The for-profit college industry’s main lobbying group has spent $380,000 in the first half of this year and reported directly lobbying the Education Department and the White House.

But it’s not just the for-profits who have delayed the rule. “One of the key problems is that there’s no buy-in from the other schools,” said Johnson Tyler, director of the Consumer Rights Unit at South Brooklyn Legal Services, who was also on the rulemaking committee:

The private nonprofits and the community colleges see it as a huge waste of their time and their administrative capacity to sort and create all this data and comply with any prospective rule. And that’s on top of the for-profit lobby.

Biden’s student debt cancellation announcement included a vague allusion to a new Education Department plan to “publish an annual list of colleges that leave students with unmanageable debt so that students can avoid these programs” — but he did not say how “unmanageable debt” would be defined or what, if anything, would happen to colleges on the list.

Such a list is, in effect, what a gainful employment rule would create, except the regulation would go a step further and make all schools on the list ineligible for the federal loan program, which would likely cause them to shutter.

The Education Department declined to comment on the reasons for the gainful employment rule delays or on the specifics of Biden’s proposed list of colleges that generate unmanageable debt.

“A Questionable Use of Resources”

Meanwhile, the Biden administration is currently fighting two lawsuits that allege that DeVos’s 2019 repeal of the Obama rule was illegal.

In 2020 American Federation of Teachers, the California Federation of Teachers, and two individual teachers sued DeVos, arguing the repeal was illegal.
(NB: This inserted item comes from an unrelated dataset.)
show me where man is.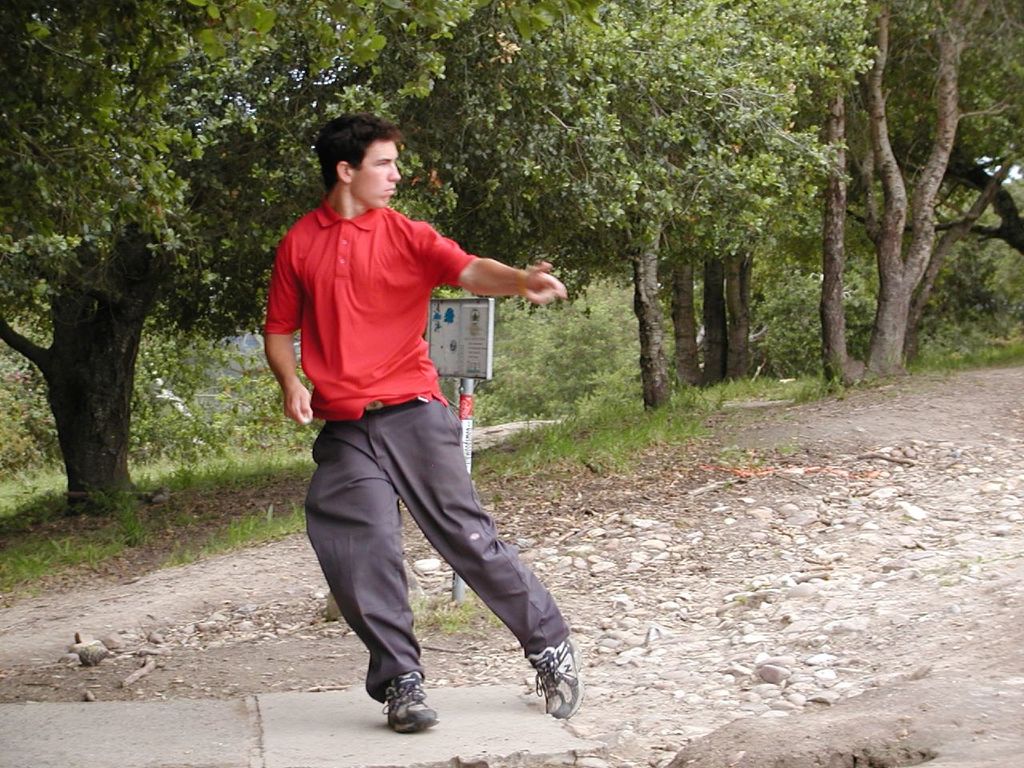
man is at 261 124 574 728.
Nineteen state attorneys general filed a separate lawsuit fighting the repeal.

Biden’s Justice Department has defended DeVos’s repeal of the rule in the lawsuits, arguing that his administration would prefer to write its own version of the rule rather than reinstate the Obama-era rule.

Given the new eight-month rulemaking delay, the plaintiffs in the American Federation of Teachers lawsuit — which includes just two individual teachers — are now asking the court to reconsider its May 10 decision to suspend the suit against DeVos while a new rule is drafted.
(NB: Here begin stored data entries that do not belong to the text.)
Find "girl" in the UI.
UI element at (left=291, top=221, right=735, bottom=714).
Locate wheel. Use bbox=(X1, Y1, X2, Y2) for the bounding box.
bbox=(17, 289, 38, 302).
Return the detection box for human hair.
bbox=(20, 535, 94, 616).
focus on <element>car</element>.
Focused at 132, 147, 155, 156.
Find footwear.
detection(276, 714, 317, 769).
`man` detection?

They are pushing the judge to allow the case to be heard on its merits, giving them the chance to argue in favor of the Obama rule being reinstated while a new one is supposedly written.

“Although Plaintiffs’ prior briefing stated that no new Gainful Employment Rule could take effect until July 2023, failing to publish a proposal until 2023 means that the best-case scenario effective date has now been pushed to July 2024,” the plaintiffs wrote in a July 1 brief.

The plaintiffs added that in the extra year the department has tacked onto the rulemaking process, more than one million students could enter programs that wouldn’t meet gainful employment standards.

Hannah Story Brown, a researcher at the government watchdog Revolving Door Project, said:

It’s certainly a questionable use of resources for the Education Department and their DOJ lawyers to spend years opposing the solution that plaintiffs initially proposed — remand with vacatur, aka temporarily restoring the old rule while drafting an updated version of it — while arguing that their limited resources makes implementing the old rule burdensome. [The Education Department] shouldn’t complain about resources while it is being forced to discharge billions of dollars to students who were trapped in programs that shouldn’t still be eligible for federal funding in the first place.

Biden’s Justice Department recently noted in the joint status report that the lawsuit should remain on hold. “As the regulatory agenda indicates, the Department is engaged in a number of rulemakings at various stages and continues to make progress in these efforts, including in its rulemaking on Gainful Employment,” Justice Department lawyers wrote.

On August 29, the California district court judge handling the case held a hearing on the joint status report. The judge is expected to issue a decision soon on how the case should proceed.